Tackling the Gendered Language of Tisha B’Av Liturgy Through Textile
Tisha B’Av traditionally commemorates the destructions of the first (586 BCE) and second temples (69 CE) as well as a host of other tragic historical events. The first time I went to synagogue on Tisha B’Av at 20-years-old, I found the experience isolating: we are supposed to come together in community and sit silently, low to the floor and chant the evocative melody of Megillat Eicha [the Scroll of Lamentations], which gives an account of the destruction of the first temple. Despite the communal element, we are specifically instructed not to greet one another. Although this practice was part of my initial experience of separation, the even greater divide was the text itself.
Eicha assigns Jerusalem a female gender and uses characteristics of womanhood to describe its demise. Disturbing and often violent gendered metaphors against the female body are used to illustrate this destruction. Take, for example two verses in Chapter one: “Jerusalem hath grievously sinned, therefore she is become as one unclean; all that honored her despise her, because they have seen her nakedness; she herself also sigheth, and turned backward. Her filthiness was in her skirts.” All I could think was that the sins of a whole people were being placed on my gender’s body to carry.
Years passed, and every time I heard the haunting Eicha melody, rather than feeling like part of a community mourning together, as a women I felt pushed away by the gendered language of the text; leaving me demoralized and far away from God. I desperately wanted something to draw me closer in.
After one particularly hard Tisha B’Av I was brainstorming on how to achieve this feeling of familiarity with God. Separately, I had been grappling with other issues in my Jewish practice – one of which was whether or not I wanted to wear a tallit or prayer shawl. I had come across a Jewish legal responsum or teshuvah by the preeminent 20th century scholar, Rabbi Moshe Feinstein about whether a tallit could be worn by women as it is traditionally considered beged ish [garment of a male). His decision states that it is the intention of the wearer that makes the difference. Paraphrasing, if a woman dons this garment to bring her closer to God, then it is permitted, but if she wears it to make political point it’s prohibited.

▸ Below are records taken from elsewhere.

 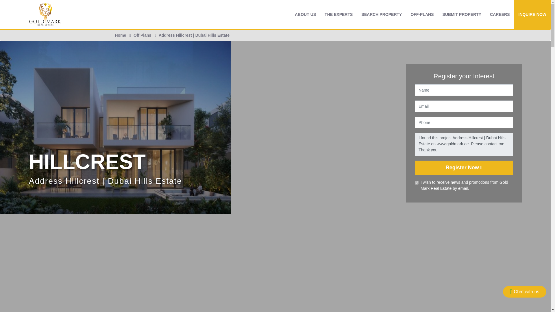 What do you see at coordinates (382, 14) in the screenshot?
I see `Search Property` at bounding box center [382, 14].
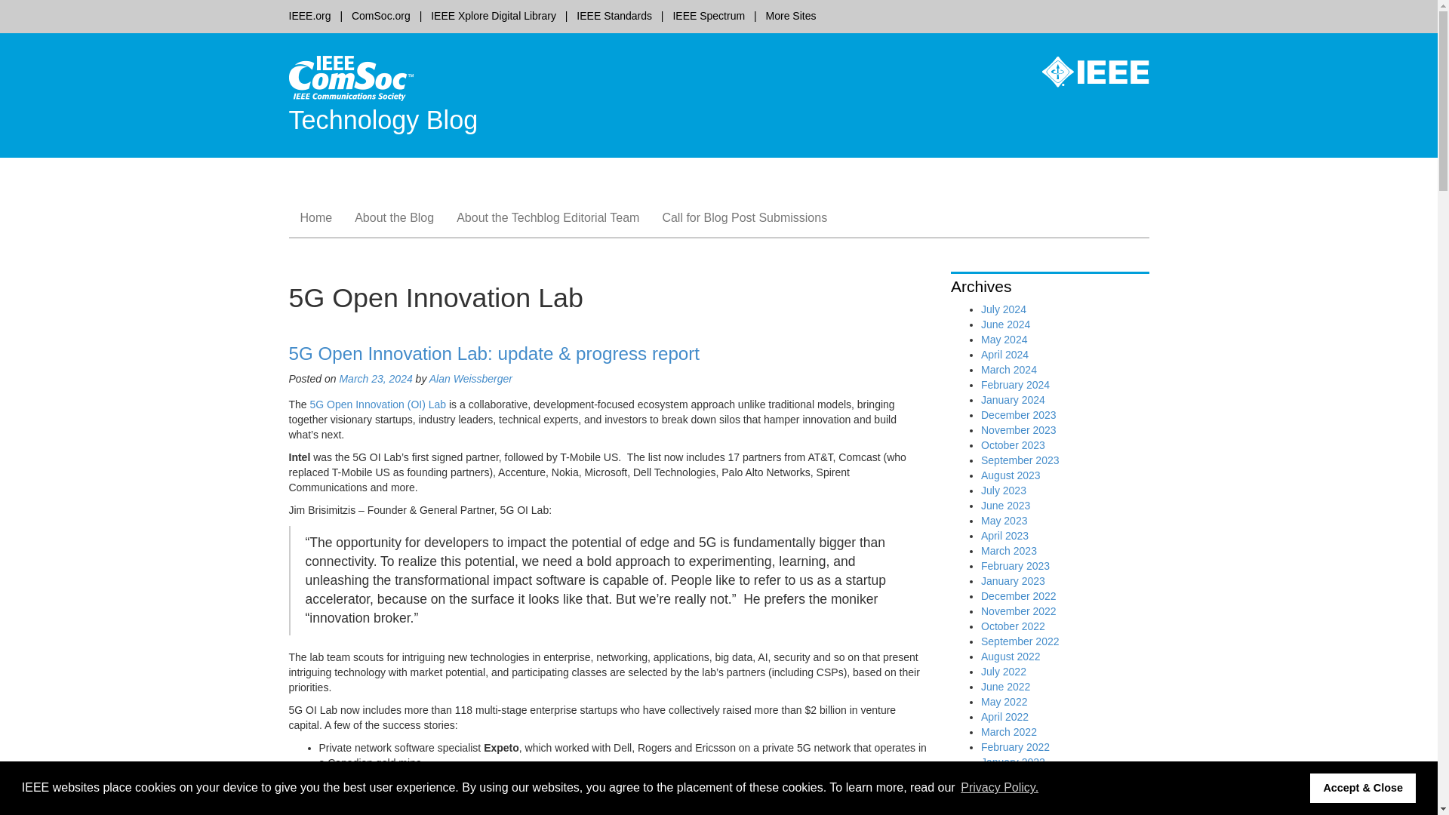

Although at that time I had not come to my decision yet for all other days of the year I was willing to try it at least for this one day. I knew I would have to fashion this tallit myself if it was to facilitate the deep, personal connection I sought. I decided to make the tallit red including the tzitzit [ritual fringes], referencing the part of a women that is traditionally seen as unclean and laid that color over top the gold embroidery of Jerusalem. On it I embroidered a line from Eicha which translates to “Jerusalem remembereth the days of her affliction”, thereby granting me the opportunity to literally wrap my body with the text/imagery I struggle with. In this act I laid agency to the text and carved an active space for a consensual relationship with both God and my history to develop. In that space, I found the closeness I sought.
On the other 364 days of the year, I have decided that putting an external layer on top of me interferes with the nearness I seek and I do not wear a tallit; but On Tisha B’Av this year and in the years to come I will sit on the floor with my community and listen to Eicha and though not speaking to or acknowledging others, my tallit will speak for me. It carries the weight of the distance I feel from this text as I literally wrap my body in the words that have haunted me, and through this action I do feel closer to God (the permitted reason for wearing a tallit for a women according to Rabbi Moshe Feinstein). Simultaneously, this donning is also a political act (which is prohibited according to Feinstein), for it challenges the acceptance of a gender specific metaphor for the destruction of Jerusalem carte blanche. But even though I only choose to don this garment on one day I have wondered, why can’t the political also be holy? And so, even though on Tisha B’Av I cannot greet you or others, for the sake of Jerusalem, I will not be silent.